Truck Beds for Ranchers — Flatbeds, Hay Beds & Ranch Bodies Built for Texas

On a Texas ranch, your work truck gets used harder than almost any other vehicle in existence. You’re pulling calves, hauling hay bales, dragging cedar trees, carrying fence posts, moving feed sacks, and pulling heavy trailers — all in the same week. The factory pickup bed that came on your truck isn’t built for this. At Star Truck Equipment in Wharton, TX, we’ve been outfitting ranch trucks across South Texas for years. Here’s what works.

Why Ranchers Replace Their Factory Pickup Bed

Factory truck beds are designed for general consumers — they’re fine for occasional hauling and look nice in a parking lot. Ranch work destroys them. The thin steel, painted finish, and integrated wheel wells create dead space and compromise payload. A purpose-built flatbed or hay bed transforms the same truck into a genuine ranch workhorse.

Key advantages ranch truck beds provide:

  • Full-width flat surface — no wheel well humps eating into your load space
  • Gooseneck hitch access — properly positioned for your trailer’s king pin
  • Hay bed rails and stakes — keep round bales and square bales from rolling off
  • Headache rack protection — stops shifting loads from hitting your cab
  • Steel side toolboxes — keep fence supplies, vet supplies, and tools organized and locked
  • Heavier construction — these beds are built to haul cattle, not groceries

Best Ranch Truck Bed Options

Flatbeds with Hay Rails — The Classic Ranch Setup

A standard flatbed with bolt-on hay rails and a front headache rack is the most versatile ranch configuration. You can haul round bales, square bales, cattle panels, fence posts, equipment, and anything else that needs moving.

CM Flatbeds (RD, SK, Warrior) — The CM flatbed series is arguably the most popular ranch bed in Texas. The CM RD (Rancher’s Deluxe) is specifically designed with ranchers in mind — heavy-gauge steel, full-length stake pockets, and available in 8, 9, and 11-foot lengths for SRW and DRW trucks. Add a CM hay rail kit and you have the complete ranch bed setup.

Norstar Flatbeds — Norstar builds their flatbeds with slightly heavier steel and tighter welding tolerances than most competitors. For ranchers who put extreme loads on their beds — cattle cage work, skid steer loading, heavy equipment — Norstar holds up exceptionally well. The SD model is a South Texas favorite.

Bedrock Granite Series — If you’re running an F-450, F-550, Ram 4500, or Ram 5500 and need maximum payload capacity for serious ranch hauling, Bedrock’s 3-piece bolt-together flatbeds are built for that duty cycle. Heavier and longer than most competitor flatbeds, the Bedrock Granite is the choice for ranchers who need to haul a full cow every single day.

Pronghorn Flatbeds — Pronghorn makes an excellent heavy-duty ranch flatbed with full stake pockets, multiple length options, and a solid reputation in the Texas and Oklahoma ranch market. Good value for ranchers who want heavy steel without the premium Norstar price.

Dedicated Hay Beds — For the Serious Hay Hauler

If the majority of your truck work involves hauling round bales, a dedicated hay bed with permanent rounded or stake-style side rails and a center-mount hay spear mount is worth considering. We carry hay beds from CM, Norstar, and Bradford Built — all excellent options depending on your bale size and hauling frequency.

Bradford Built hay beds are particularly popular with cattlemen in the Coastal Bend and Golden Triangle areas of Texas — heavy-gauge construction, smooth integration with DRW chassis cabs, and a clean fit that makes your rig look as professional as it works.

Aluminum Flatbeds — For Ranchers Who Watch Payload

If you’re towing heavy gooseneck trailers near your truck’s GVWR limits, an aluminum flatbed from Aluma can save 400–600 lbs compared to a steel bed — directly translating into more payload for cattle, feed, or equipment. Aluma builds quality aluminum truck beds that hold up well in ranch environments. The only trade-off is price — aluminum costs more upfront — but it pays off if you’re regularly pushing payload limits.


## EXERCISE
For the entries that follow, produce an exact copy with no pictures in it.

Phrase grounding data
________________________

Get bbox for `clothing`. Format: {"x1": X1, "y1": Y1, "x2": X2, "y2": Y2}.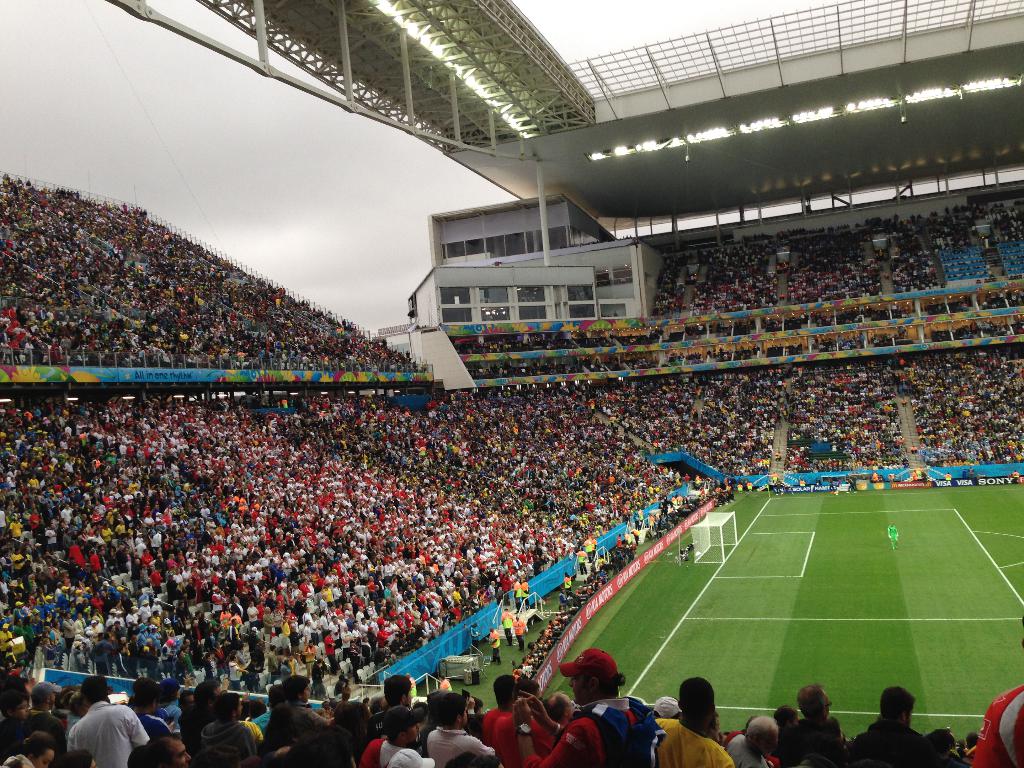
{"x1": 60, "y1": 681, "x2": 136, "y2": 767}.
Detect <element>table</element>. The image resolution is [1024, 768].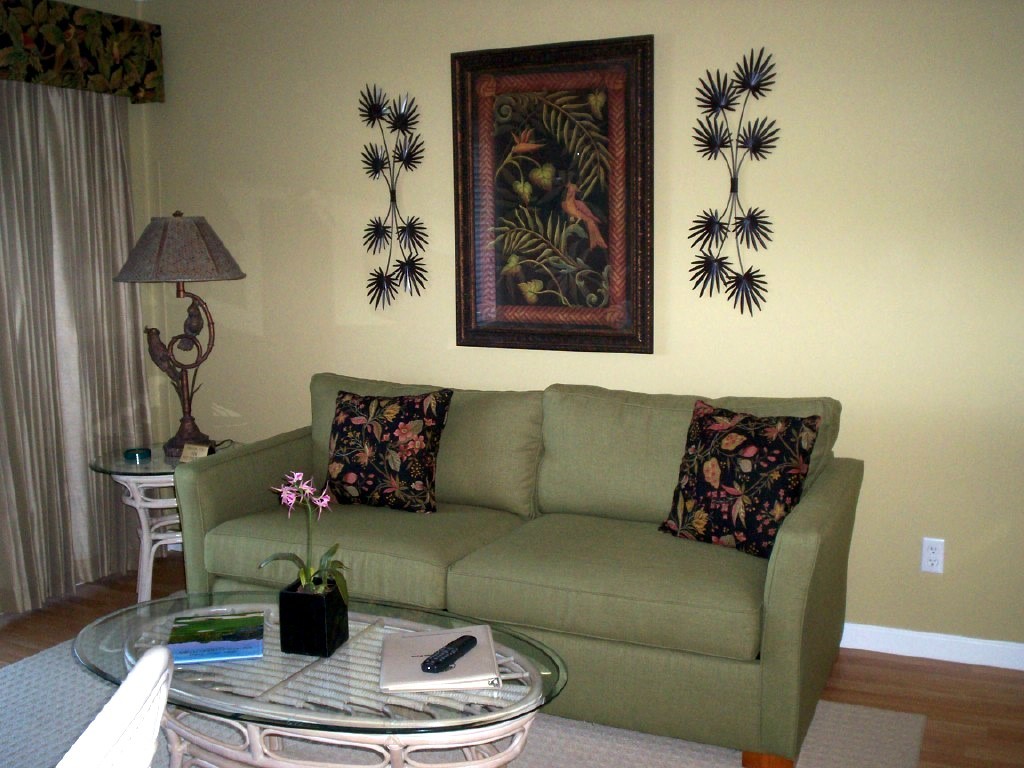
locate(89, 441, 256, 599).
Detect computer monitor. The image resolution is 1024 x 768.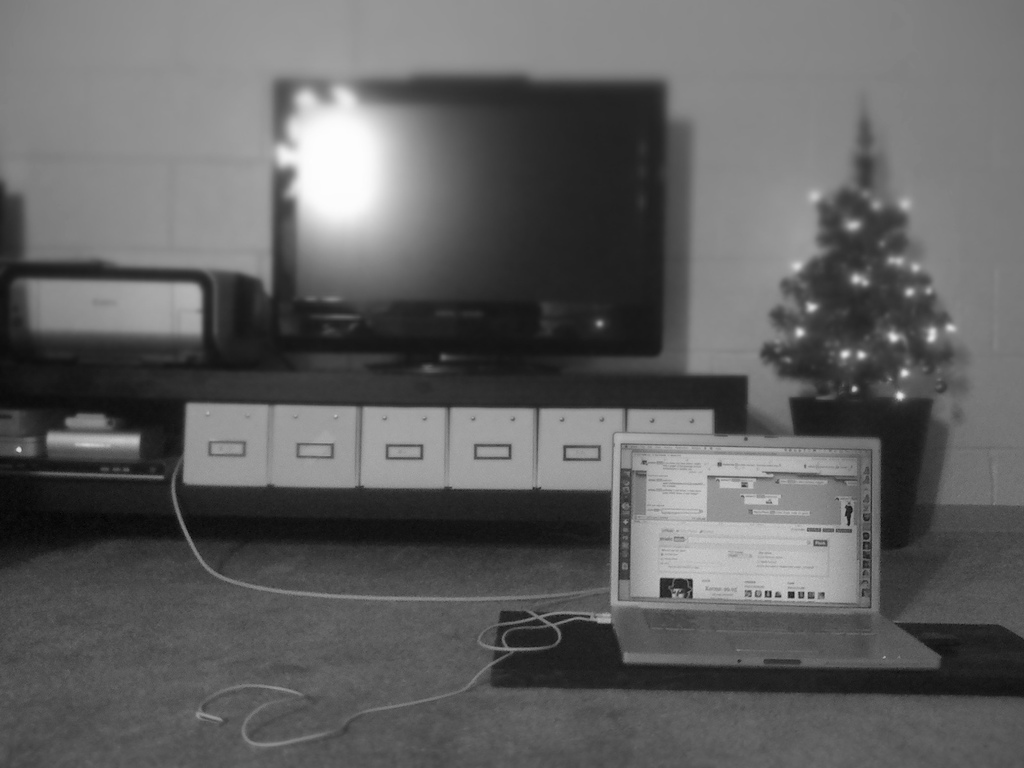
bbox=(277, 72, 690, 380).
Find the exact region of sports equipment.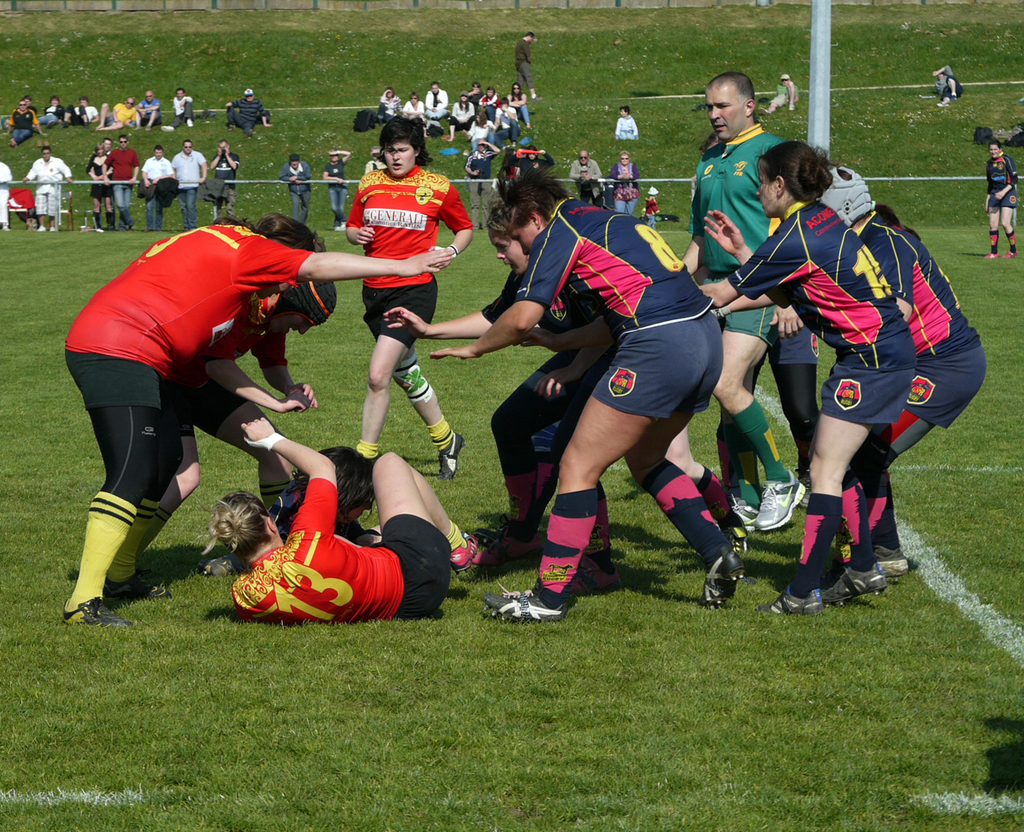
Exact region: x1=792, y1=464, x2=807, y2=510.
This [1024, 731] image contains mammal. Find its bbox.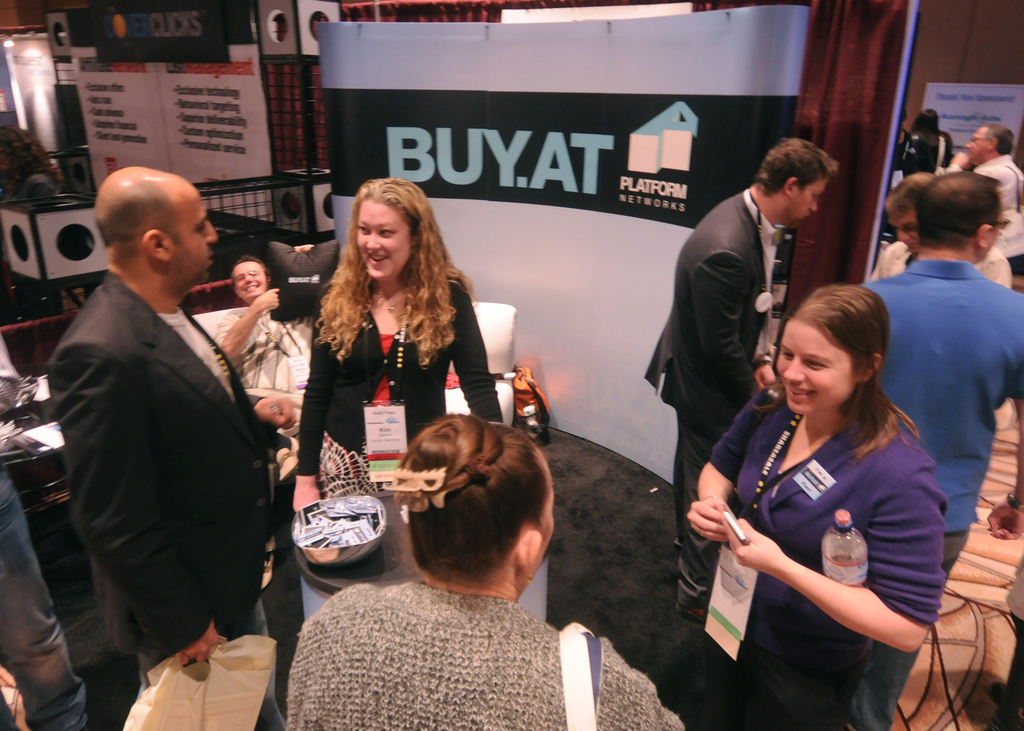
select_region(211, 244, 318, 394).
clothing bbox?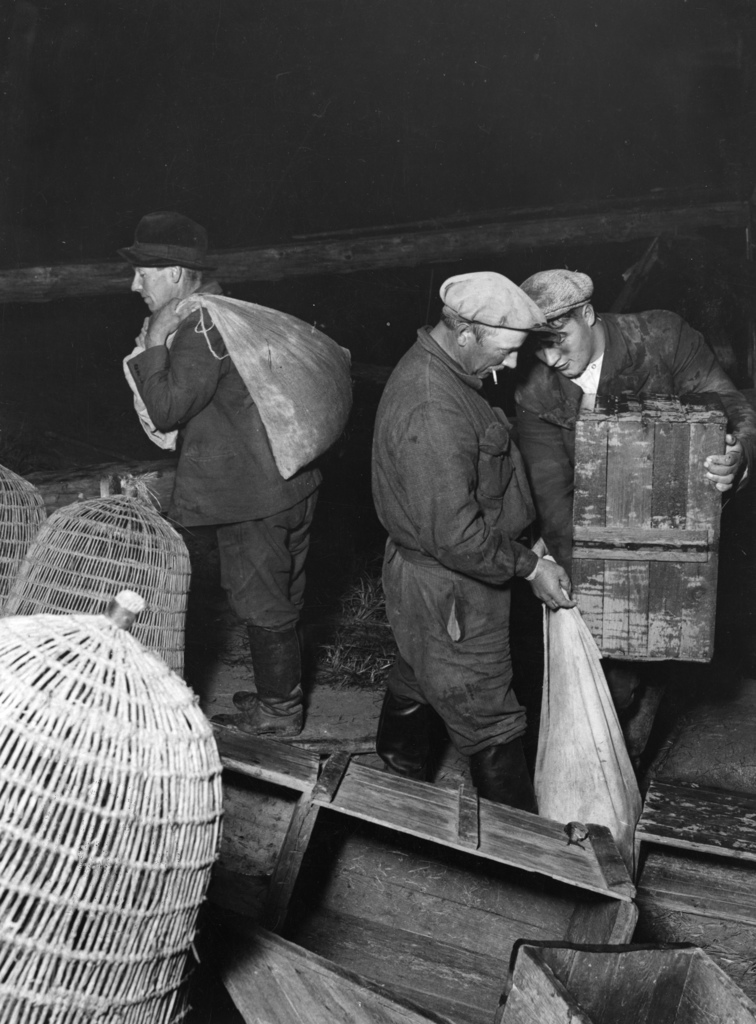
box=[362, 260, 593, 808]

________________________

## SOLUTION TO THE EXERCISE
Get bbox for `clothing`. Format: {"x1": X1, "y1": Y1, "x2": X2, "y2": Y2}.
{"x1": 60, "y1": 681, "x2": 136, "y2": 767}.
Detect <element>table</element>. The image resolution is [1024, 768].
locate(89, 441, 256, 599).
Detect computer monitor. The image resolution is 1024 x 768.
bbox=(277, 72, 690, 380).
Find the exact region of sports equipment.
Exact region: x1=792, y1=464, x2=807, y2=510.
This [1024, 731] image contains mammal. Find its bbox.
select_region(211, 244, 318, 394).
clothing bbox?
box=[362, 260, 593, 808]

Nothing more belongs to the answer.